Help! Unemployed

Richard A. O'Keefe ok at atlas.otago.ac.nz
Tue Aug 14 00:30:04 UTC 2001


"Noel J. Bergman" <noel at devtech.com> wrote:
	One could just as easily suggest that anyone who spells it Fortran hasn't
	bothered keeping up with accepted use of the English language.

One could say that, but one would not be justified.
Someone's name is whatever they say it is.
The name of a programming language is whatever the "owners" of
the language say it is.
	
	ALGOL is an acronym.

The word "acronym" is ambiguous.  Some people use it exclusively for
words made up of the initial letters of other words, such as "NATO".
"ALGOL" not an acronym in that sense.  Some people also use it for
words made up of initial parts of other words, such as "Comintern",
from "Communist international".

The convention about putting the letters in upper case applies ONLY
to acronynms such as "NATO" that are made only of initial letters;
it does not apply to words such as "Comintern", which are not.

When Algol was the "International Algorithmic Language", it was
properly written IAL.  As just "ALGOrithmic Language", it may quite
properly be written "Algol".  Note that the
	REVISED REPORT ON THE ALGORITHMIC LANGUAGE ALGOL 60
uses the spelling "ALGOL" throughout the body of the text, *but* also
says
	"This conference also led to the publication by Regnecentralen,
	Copengagen, of an {\em Algol Bulletin}, edited by {\sc Peter Naur}."
where Peter Naur's name is in capitals and Algol is not.  And the copy I
just checked is in a book called
	A Course in Algol Programming.
The
	Report on the Algorithmic Language ALGOL 68
uses capitals, but 
	Algol 68
	a first and second course
by McGettrick has mixed case on the cover (caps inside).

The evidence is that "Algol" was regarded as acceptable by many of
the people in the Algol community.  The "Algol Bulletin" was _the_
discussion organ of that community.

	BASIC is an acronym.

Beginners' All-purpose Symbolic Instruction Code.  Indeed.

	FORTRAN is an acronym.

Not in the relevant sense.  "Formula Translation".  If it were FT,
the usage argument would have some force.  Remember "Comintern".

	LISP is an acronym.

"LISt Processing".  Note the point of the capital letters convention:
the letters of an acronym (strong sense only) are capitalised because
we capitalise the first letter of words.  Lisp is only an acronym in
the weak sense, and the all-caps convention has never been required
for words like that.

It is important to understand that programming language names were
capitalised because they were programming language names.  The programming
languages Euler, Pascal, and Euclid were and are often written EULER,
PASCAL, and EUCLID, although they are not acronyms in any sense at all.

	PL/1 is an initialism.

No, PL/1 is a solecism.  It's PL/I with an eye, not a one.
Programming Language/One.

	APL is an initialism.  BAL is an initialism.  SQL is an initialism.
And as such irrelevant.
	
	Ada is not an acronym.  Java is not an acronym.  Pascal is not an acronym.

However, you will *very* often find ADA and PASCAL written.
For example, in Harel's book "Algorithmics: the Spirit of Computing",
we find in the index on page 418 ADA, MODULA-2, OCCAM, PASCAL, SIMULA-67
among others.  I suppose you could argue for "MODUlar LAnguage" and
"SIMUlation LAnguage", but Occam is a name just like Pascal.

	Smalltalk is not an acronym.
	
Nor are Ada, Occam, and Pascal.  The Smalltalk programming language is
spelled "Smalltalk" because that's how the designers said it was spelled
and that's how they still say it's spelled.

	Programming Jeopardy
	Languages for $100: FORTRAN.
	Answer: "What For?"
	
If you want
 - extremely efficient code
 - modularity
 - typesafe overloading
 - user defined data types
 - arrays with dynamic sizes
 - nested procedures
 - a reasonable range of control structures
 - a standard interface to UNIX
 ...	
then modern Fortran isn't bad at all.

I think that little question and answer perfectly demonstrates my point
about the spelling indicating whether one has kept up to date.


Work instruction -
Your task is to copy every line of the records below that contains "attack".

Material shown -
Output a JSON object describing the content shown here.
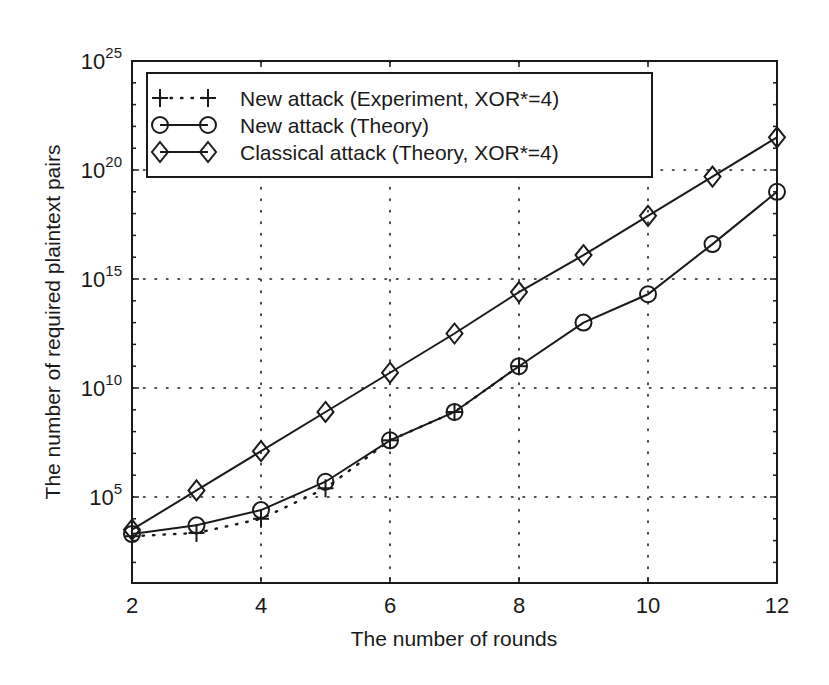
{
  "chart_data": {
    "type": "line",
    "title": "",
    "xlabel": "The number of rounds",
    "ylabel": "The number of required plaintext pairs",
    "x_ticks": [
      2,
      4,
      6,
      8,
      10,
      12
    ],
    "y_ticks": [
      {
        "base": "10",
        "exp": "5",
        "log": 5
      },
      {
        "base": "10",
        "exp": "10",
        "log": 10
      },
      {
        "base": "10",
        "exp": "15",
        "log": 15
      },
      {
        "base": "10",
        "exp": "20",
        "log": 20
      },
      {
        "base": "10",
        "exp": "25",
        "log": 25
      }
    ],
    "xlim": [
      2,
      12
    ],
    "ylim_log10": [
      1.1,
      25
    ],
    "yscale": "log",
    "grid": true,
    "legend_position": "upper left",
    "series": [
      {
        "name": "New attack (Experiment, XOR*=4)",
        "marker": "plus",
        "linestyle": "dotted",
        "x": [
          2,
          3,
          4,
          5,
          6,
          7,
          8
        ],
        "log10_values": [
          3.2,
          3.35,
          4.0,
          5.4,
          7.6,
          8.9,
          11.0
        ]
      },
      {
        "name": "New attack (Theory)",
        "marker": "circle",
        "linestyle": "solid",
        "x": [
          2,
          3,
          4,
          5,
          6,
          7,
          8,
          9,
          10,
          11,
          12
        ],
        "log10_values": [
          3.3,
          3.7,
          4.4,
          5.7,
          7.6,
          8.9,
          11.0,
          13.0,
          14.3,
          16.6,
          19.0
        ]
      },
      {
        "name": "Classical attack (Theory, XOR*=4)",
        "marker": "diamond",
        "linestyle": "solid",
        "x": [
          2,
          3,
          4,
          5,
          6,
          7,
          8,
          9,
          10,
          11,
          12
        ],
        "log10_values": [
          3.5,
          5.3,
          7.1,
          8.9,
          10.7,
          12.5,
          14.4,
          16.1,
          17.9,
          19.7,
          21.5
        ]
      }
    ]
  },
  "colors": {
    "ink": "#1a1a1a",
    "background": "#ffffff"
  }
}
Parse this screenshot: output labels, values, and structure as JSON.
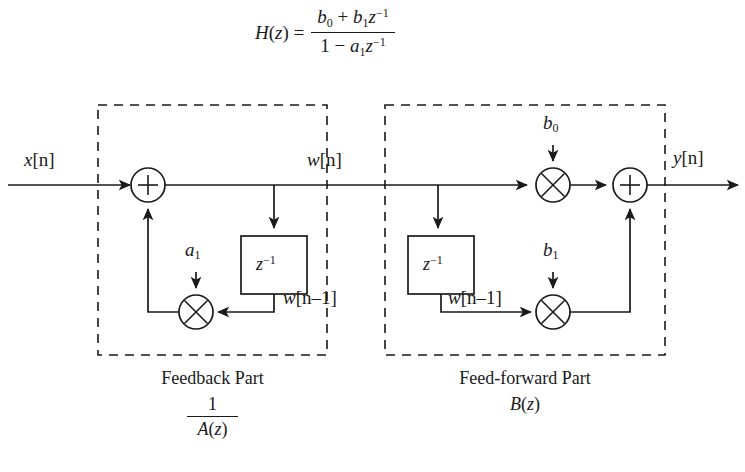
{
  "figure": {
    "type": "direct-form-II IIR filter signal flow graph",
    "transfer_function": {
      "lhs": "H(z) =",
      "numerator": "b0 + b1 z^-1",
      "denominator": "1 - a1 z^-1",
      "num_parts": {
        "b0": "b",
        "b0_sub": "0",
        "b1": "b",
        "b1_sub": "1",
        "z": "z",
        "z_sup": "-1",
        "plus": "+"
      },
      "den_parts": {
        "one": "1",
        "minus": "–",
        "a1": "a",
        "a1_sub": "1",
        "z": "z",
        "z_sup": "-1"
      }
    },
    "signals": {
      "input": {
        "name": "x",
        "index": "[n]"
      },
      "intermediate": {
        "name": "w",
        "index": "[n]"
      },
      "delayed_left": {
        "name": "w",
        "index": "[n–1]"
      },
      "delayed_right": {
        "name": "w",
        "index": "[n–1]"
      },
      "output": {
        "name": "y",
        "index": "[n]"
      }
    },
    "coefficients": {
      "a1": {
        "symbol": "a",
        "sub": "1"
      },
      "b0": {
        "symbol": "b",
        "sub": "0"
      },
      "b1": {
        "symbol": "b",
        "sub": "1"
      }
    },
    "delay_blocks": {
      "left_label": "z",
      "left_sup": "-1",
      "right_label": "z",
      "right_sup": "-1"
    },
    "operators": {
      "adder": "+",
      "multiplier": "×"
    },
    "sections": [
      {
        "id": "feedback",
        "title": "Feedback Part",
        "formula_type": "fraction",
        "numerator": "1",
        "denominator": "A(z)",
        "denominator_parts": {
          "A": "A",
          "paren_open": "(",
          "z": "z",
          "paren_close": ")"
        }
      },
      {
        "id": "feed-forward",
        "title": "Feed-forward Part",
        "formula_type": "plain",
        "formula": "B(z)",
        "formula_parts": {
          "B": "B",
          "paren_open": "(",
          "z": "z",
          "paren_close": ")"
        }
      }
    ],
    "colors": {
      "stroke": "#1a1a1a",
      "background": "#ffffff",
      "dashed_border": "#1a1a1a"
    }
  }
}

Response -
        "name": "New attack (Experiment, XOR*=4)",
        "name": "New attack (Theory)",
        "name": "Classical attack (Theory, XOR*=4)",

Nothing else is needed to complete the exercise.